Multi-DB Applications

Something I'm becoming increasingly VERY into are applications with multiple persistence layers.

Arguably, virtually every application ALREADY has multiple persistence layers. Most have a DB and then also get some configurations from the file system or an in-memory data store. In addition a lot applications will also use a separate cache like Redis (which is also a database).

But, what I'm talking about here is embracing the fact that we already do this and then taking it to the next level; using multiple database within an application for storing the same "types" of data. Not every caching problem is best served by something like Redis. And not every piece of application data is best suited to a particular DBMS.

Some tables contain data which is regularly read and manipulated ("operational" data). Other tables are regularly written to, but rarely read (log tables), yet others are read but rarely modified (settings). And then, some of these tables are huge, while others may contain just 1 or a few records and a lot fall in between.

Needless the say, the demands on these scenarios put very different strains on the underlying DB. And even within those examples there can be a near infinite number of permutations of how the data is used under the circumstances.

And so I'm more than a little perplexed that we haven't really built a lot of infrastructure or libraries around being able to be more flexible. Some people may say "that is why you should build microservices as each can use a different DB". But, the problem in my opinion is that whatever criteria you use to define the boundaries of those services, you don't really eliminate the problem.

The reason that the problem can persist is that it can often make sense to have multiple layers or representations of the same data. A very high usage system for example may need multiple caching layers. Or may need to reduce pressure on the DB by offloading certain reads to a replica. 

These are real, if borderline contrived examples, and I'll acknowledge that. The important point is that these are things done in the real world because they offer real world advantages. I would speculate that there is a lot of software out there which would benefit from some of these solutions. But they simply view them as too much effort or cost to implement.

Put another way, we don't do this more often NOT because it is a bad idea, but rather because it is perceived to be difficult or expensive to implement. But I would counter by suggesting that once an application scales up high enough, they end up paying more (whether that be cash, or dev hours) just to ensure that their infrastructure can can keep up with demands. Demands that are exacerbated by using the wrong solution for a certain sub-section of the problem.

It is possible to simplify a lot of this. How do I know? We've already done it on some level in a number of places. Perhaps two of the most popular are Hibernate and Entity Framework. These are both ORMs, but that isn't the only other way we do this sort of thing .Net has interfaces like those used for their distributed caching which tackles it from the angle of caching for example.

The point here is that all it takes is the right abstraction. Hibernate and EF weren't written specifically to make it easy to manage multiple connections at once. But both are perfectly capable. Just wrap a factory pattern around them and all of a sudden you can use the same HQL (Hibernate) or Linq (NHibernate/EF) and talk to a wide array of DB back ends. Or even just multiple instances of the same DBMS and scale that way.

Like anything else, you have to avoid going crazy. If you need multiple records updated in a single atomic transaction, you wouldn't want to spread it across databases unless you were getting real value for the effort and knew how to safely undo the work in a partial commit and how to accurately determine when they've happened.

Just as I suggest with microservices, I would suggest to find an area of the application which logically acts different from a data persistence perspective and try it out there first. Things like logging, settings, localizations, etc... tend to be used very differently than your main application data. As a result they are also likely to be places which would benefit most from a different DB and don't pose a ton of concern around transactions and rollbacks. Or maybe try a multi-layer cache.

The idea is simply to build out the infrastructure or understand how you would fit such a solution into your architecture. Having easy answers means having options when you need to add a new feature or address performance issues. Not having an answer at the ready often means trying to shoe-horn a solution in where it already wasn't working in the past or might not fit if it is something new.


TASK INSTRUCTIONS
Provide the number of lines below containing the word "order", without any other words.

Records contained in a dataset
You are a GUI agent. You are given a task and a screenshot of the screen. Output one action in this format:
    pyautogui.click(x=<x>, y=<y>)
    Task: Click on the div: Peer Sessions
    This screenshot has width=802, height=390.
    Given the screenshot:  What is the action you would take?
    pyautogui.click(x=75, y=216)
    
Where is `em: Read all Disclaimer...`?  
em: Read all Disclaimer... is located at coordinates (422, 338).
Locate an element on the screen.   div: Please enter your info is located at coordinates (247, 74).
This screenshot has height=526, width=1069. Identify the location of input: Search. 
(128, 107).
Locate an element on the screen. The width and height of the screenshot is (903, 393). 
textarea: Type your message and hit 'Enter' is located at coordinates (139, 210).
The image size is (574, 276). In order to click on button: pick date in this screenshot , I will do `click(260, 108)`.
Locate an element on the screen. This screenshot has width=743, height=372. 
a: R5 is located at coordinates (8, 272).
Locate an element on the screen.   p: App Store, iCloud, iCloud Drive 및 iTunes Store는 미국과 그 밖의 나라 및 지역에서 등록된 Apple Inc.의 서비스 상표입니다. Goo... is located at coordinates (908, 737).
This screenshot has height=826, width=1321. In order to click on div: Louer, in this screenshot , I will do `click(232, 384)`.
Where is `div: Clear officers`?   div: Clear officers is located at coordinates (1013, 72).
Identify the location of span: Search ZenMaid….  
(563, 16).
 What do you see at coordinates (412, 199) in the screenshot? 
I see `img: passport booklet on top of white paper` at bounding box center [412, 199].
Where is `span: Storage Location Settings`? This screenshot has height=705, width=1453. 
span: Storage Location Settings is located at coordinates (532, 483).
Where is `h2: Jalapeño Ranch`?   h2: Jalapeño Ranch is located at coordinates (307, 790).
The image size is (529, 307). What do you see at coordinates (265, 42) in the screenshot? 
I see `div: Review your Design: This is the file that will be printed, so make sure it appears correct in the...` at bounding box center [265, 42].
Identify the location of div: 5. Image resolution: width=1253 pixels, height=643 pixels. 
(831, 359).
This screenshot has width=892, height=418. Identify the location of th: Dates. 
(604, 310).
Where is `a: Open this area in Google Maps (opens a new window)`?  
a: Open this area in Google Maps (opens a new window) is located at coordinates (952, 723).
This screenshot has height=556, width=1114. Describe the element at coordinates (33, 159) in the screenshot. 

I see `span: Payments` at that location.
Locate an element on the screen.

TASK OUTPUT
2